**What you are asked to do**
Every entry has to be restated word for word.

**Excerpted records**

=== Begin Enclosure ===

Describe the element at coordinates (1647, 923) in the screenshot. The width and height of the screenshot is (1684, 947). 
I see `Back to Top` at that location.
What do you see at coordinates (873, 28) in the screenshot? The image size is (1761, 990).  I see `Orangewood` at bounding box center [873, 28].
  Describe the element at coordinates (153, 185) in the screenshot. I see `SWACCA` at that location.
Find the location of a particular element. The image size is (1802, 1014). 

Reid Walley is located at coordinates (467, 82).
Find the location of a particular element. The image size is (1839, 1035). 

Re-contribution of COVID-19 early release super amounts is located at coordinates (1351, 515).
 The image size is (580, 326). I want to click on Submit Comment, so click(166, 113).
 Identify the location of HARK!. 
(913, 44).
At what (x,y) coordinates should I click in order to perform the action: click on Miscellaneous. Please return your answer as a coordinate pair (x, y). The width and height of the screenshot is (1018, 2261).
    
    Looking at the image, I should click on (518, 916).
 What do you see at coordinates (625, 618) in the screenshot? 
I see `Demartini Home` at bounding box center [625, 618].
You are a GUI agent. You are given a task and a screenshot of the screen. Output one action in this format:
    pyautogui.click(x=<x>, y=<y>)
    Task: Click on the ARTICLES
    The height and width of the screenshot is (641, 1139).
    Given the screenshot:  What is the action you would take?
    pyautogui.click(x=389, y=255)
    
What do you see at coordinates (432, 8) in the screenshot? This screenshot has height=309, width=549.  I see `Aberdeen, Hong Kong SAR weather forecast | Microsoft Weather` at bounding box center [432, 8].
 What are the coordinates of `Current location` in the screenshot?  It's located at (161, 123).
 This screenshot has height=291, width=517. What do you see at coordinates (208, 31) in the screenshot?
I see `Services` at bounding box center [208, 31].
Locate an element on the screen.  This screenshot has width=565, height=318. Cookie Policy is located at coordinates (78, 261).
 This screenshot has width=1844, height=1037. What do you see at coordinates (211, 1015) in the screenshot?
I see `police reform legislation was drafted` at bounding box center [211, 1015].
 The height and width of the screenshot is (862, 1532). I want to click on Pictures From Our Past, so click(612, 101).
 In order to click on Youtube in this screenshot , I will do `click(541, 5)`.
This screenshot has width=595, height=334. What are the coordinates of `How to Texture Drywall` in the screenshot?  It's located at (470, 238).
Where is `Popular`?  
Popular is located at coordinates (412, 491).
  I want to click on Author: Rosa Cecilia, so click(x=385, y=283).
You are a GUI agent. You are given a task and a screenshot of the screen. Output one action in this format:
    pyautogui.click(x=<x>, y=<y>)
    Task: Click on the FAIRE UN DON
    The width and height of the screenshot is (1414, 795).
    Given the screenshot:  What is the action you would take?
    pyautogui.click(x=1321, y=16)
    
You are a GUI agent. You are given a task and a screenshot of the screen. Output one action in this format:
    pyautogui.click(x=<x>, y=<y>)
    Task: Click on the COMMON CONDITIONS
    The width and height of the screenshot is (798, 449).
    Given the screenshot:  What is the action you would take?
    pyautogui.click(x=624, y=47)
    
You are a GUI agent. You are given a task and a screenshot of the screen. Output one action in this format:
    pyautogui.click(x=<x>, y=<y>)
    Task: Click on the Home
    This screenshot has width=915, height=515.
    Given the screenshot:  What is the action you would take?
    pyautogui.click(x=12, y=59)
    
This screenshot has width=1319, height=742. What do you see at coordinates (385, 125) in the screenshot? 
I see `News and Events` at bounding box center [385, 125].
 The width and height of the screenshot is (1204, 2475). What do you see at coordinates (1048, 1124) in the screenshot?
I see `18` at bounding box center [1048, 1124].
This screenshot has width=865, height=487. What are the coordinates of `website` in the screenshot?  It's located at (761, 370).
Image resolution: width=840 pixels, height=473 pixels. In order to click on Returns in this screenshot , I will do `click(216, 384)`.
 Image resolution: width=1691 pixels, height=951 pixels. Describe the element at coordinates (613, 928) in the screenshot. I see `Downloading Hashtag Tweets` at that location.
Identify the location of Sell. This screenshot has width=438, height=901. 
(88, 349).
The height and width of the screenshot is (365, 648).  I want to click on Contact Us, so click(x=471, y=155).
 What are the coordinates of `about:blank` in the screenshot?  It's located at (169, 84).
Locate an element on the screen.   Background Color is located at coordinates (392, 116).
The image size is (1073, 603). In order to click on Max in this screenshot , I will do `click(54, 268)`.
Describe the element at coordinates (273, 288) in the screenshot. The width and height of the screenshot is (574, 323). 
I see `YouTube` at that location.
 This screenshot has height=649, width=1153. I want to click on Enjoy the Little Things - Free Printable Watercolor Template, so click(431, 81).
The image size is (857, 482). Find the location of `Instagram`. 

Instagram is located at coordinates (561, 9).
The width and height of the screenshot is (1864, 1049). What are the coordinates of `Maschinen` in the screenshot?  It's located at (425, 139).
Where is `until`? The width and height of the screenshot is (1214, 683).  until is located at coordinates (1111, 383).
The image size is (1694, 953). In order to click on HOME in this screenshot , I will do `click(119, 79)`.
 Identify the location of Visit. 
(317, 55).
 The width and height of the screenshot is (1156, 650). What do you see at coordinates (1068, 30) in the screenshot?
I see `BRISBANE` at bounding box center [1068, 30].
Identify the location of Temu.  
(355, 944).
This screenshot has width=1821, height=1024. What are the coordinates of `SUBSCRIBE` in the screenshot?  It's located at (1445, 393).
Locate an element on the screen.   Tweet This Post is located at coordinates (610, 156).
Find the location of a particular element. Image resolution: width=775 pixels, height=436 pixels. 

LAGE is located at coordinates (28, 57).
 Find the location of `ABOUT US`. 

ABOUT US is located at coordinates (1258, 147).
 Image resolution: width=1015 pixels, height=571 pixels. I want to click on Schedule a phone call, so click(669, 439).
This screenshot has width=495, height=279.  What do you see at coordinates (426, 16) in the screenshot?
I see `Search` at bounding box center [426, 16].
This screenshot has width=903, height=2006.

=== End Enclosure ===

**Answer box**
Describe the element at coordinates (1647, 923) in the screenshot. The width and height of the screenshot is (1684, 947). 
I see `Back to Top` at that location.
What do you see at coordinates (873, 28) in the screenshot? The image size is (1761, 990).  I see `Orangewood` at bounding box center [873, 28].
  Describe the element at coordinates (153, 185) in the screenshot. I see `SWACCA` at that location.
Find the location of a particular element. The image size is (1802, 1014). 

Reid Walley is located at coordinates (467, 82).
Find the location of a particular element. The image size is (1839, 1035). 

Re-contribution of COVID-19 early release super amounts is located at coordinates (1351, 515).
 The image size is (580, 326). I want to click on Submit Comment, so click(166, 113).
 Identify the location of HARK!. 
(913, 44).
At what (x,y) coordinates should I click in order to perform the action: click on Miscellaneous. Please return your answer as a coordinate pair (x, y). The width and height of the screenshot is (1018, 2261).
    
    Looking at the image, I should click on (518, 916).
 What do you see at coordinates (625, 618) in the screenshot? 
I see `Demartini Home` at bounding box center [625, 618].
You are a GUI agent. You are given a task and a screenshot of the screen. Output one action in this format:
    pyautogui.click(x=<x>, y=<y>)
    Task: Click on the ARTICLES
    The height and width of the screenshot is (641, 1139).
    Given the screenshot:  What is the action you would take?
    pyautogui.click(x=389, y=255)
    
What do you see at coordinates (432, 8) in the screenshot? This screenshot has height=309, width=549.  I see `Aberdeen, Hong Kong SAR weather forecast | Microsoft Weather` at bounding box center [432, 8].
 What are the coordinates of `Current location` in the screenshot?  It's located at (161, 123).
 This screenshot has height=291, width=517. What do you see at coordinates (208, 31) in the screenshot?
I see `Services` at bounding box center [208, 31].
Locate an element on the screen.  This screenshot has width=565, height=318. Cookie Policy is located at coordinates (78, 261).
 This screenshot has width=1844, height=1037. What do you see at coordinates (211, 1015) in the screenshot?
I see `police reform legislation was drafted` at bounding box center [211, 1015].
 The height and width of the screenshot is (862, 1532). I want to click on Pictures From Our Past, so click(612, 101).
 In order to click on Youtube in this screenshot , I will do `click(541, 5)`.
This screenshot has width=595, height=334. What are the coordinates of `How to Texture Drywall` in the screenshot?  It's located at (470, 238).
Where is `Popular`?  
Popular is located at coordinates (412, 491).
  I want to click on Author: Rosa Cecilia, so click(x=385, y=283).
You are a GUI agent. You are given a task and a screenshot of the screen. Output one action in this format:
    pyautogui.click(x=<x>, y=<y>)
    Task: Click on the FAIRE UN DON
    The width and height of the screenshot is (1414, 795).
    Given the screenshot:  What is the action you would take?
    pyautogui.click(x=1321, y=16)
    
You are a GUI agent. You are given a task and a screenshot of the screen. Output one action in this format:
    pyautogui.click(x=<x>, y=<y>)
    Task: Click on the COMMON CONDITIONS
    The width and height of the screenshot is (798, 449).
    Given the screenshot:  What is the action you would take?
    pyautogui.click(x=624, y=47)
    
You are a GUI agent. You are given a task and a screenshot of the screen. Output one action in this format:
    pyautogui.click(x=<x>, y=<y>)
    Task: Click on the Home
    This screenshot has width=915, height=515.
    Given the screenshot:  What is the action you would take?
    pyautogui.click(x=12, y=59)
    
This screenshot has width=1319, height=742. What do you see at coordinates (385, 125) in the screenshot? 
I see `News and Events` at bounding box center [385, 125].
 The width and height of the screenshot is (1204, 2475). What do you see at coordinates (1048, 1124) in the screenshot?
I see `18` at bounding box center [1048, 1124].
This screenshot has width=865, height=487. What are the coordinates of `website` in the screenshot?  It's located at (761, 370).
Image resolution: width=840 pixels, height=473 pixels. In order to click on Returns in this screenshot , I will do `click(216, 384)`.
 Image resolution: width=1691 pixels, height=951 pixels. Describe the element at coordinates (613, 928) in the screenshot. I see `Downloading Hashtag Tweets` at that location.
Identify the location of Sell. This screenshot has width=438, height=901. 
(88, 349).
The height and width of the screenshot is (365, 648).  I want to click on Contact Us, so click(x=471, y=155).
 What are the coordinates of `about:blank` in the screenshot?  It's located at (169, 84).
Locate an element on the screen.   Background Color is located at coordinates (392, 116).
The image size is (1073, 603). In order to click on Max in this screenshot , I will do `click(54, 268)`.
Describe the element at coordinates (273, 288) in the screenshot. The width and height of the screenshot is (574, 323). 
I see `YouTube` at that location.
 This screenshot has height=649, width=1153. I want to click on Enjoy the Little Things - Free Printable Watercolor Template, so click(431, 81).
The image size is (857, 482). Find the location of `Instagram`. 

Instagram is located at coordinates (561, 9).
The width and height of the screenshot is (1864, 1049). What are the coordinates of `Maschinen` in the screenshot?  It's located at (425, 139).
Where is `until`? The width and height of the screenshot is (1214, 683).  until is located at coordinates (1111, 383).
The image size is (1694, 953). In order to click on HOME in this screenshot , I will do `click(119, 79)`.
 Identify the location of Visit. 
(317, 55).
 The width and height of the screenshot is (1156, 650). What do you see at coordinates (1068, 30) in the screenshot?
I see `BRISBANE` at bounding box center [1068, 30].
Identify the location of Temu.  
(355, 944).
This screenshot has width=1821, height=1024. What are the coordinates of `SUBSCRIBE` in the screenshot?  It's located at (1445, 393).
Locate an element on the screen.   Tweet This Post is located at coordinates (610, 156).
Find the location of a particular element. Image resolution: width=775 pixels, height=436 pixels. 

LAGE is located at coordinates (28, 57).
 Find the location of `ABOUT US`. 

ABOUT US is located at coordinates (1258, 147).
 Image resolution: width=1015 pixels, height=571 pixels. I want to click on Schedule a phone call, so click(669, 439).
This screenshot has width=495, height=279.  What do you see at coordinates (426, 16) in the screenshot?
I see `Search` at bounding box center [426, 16].
This screenshot has width=903, height=2006.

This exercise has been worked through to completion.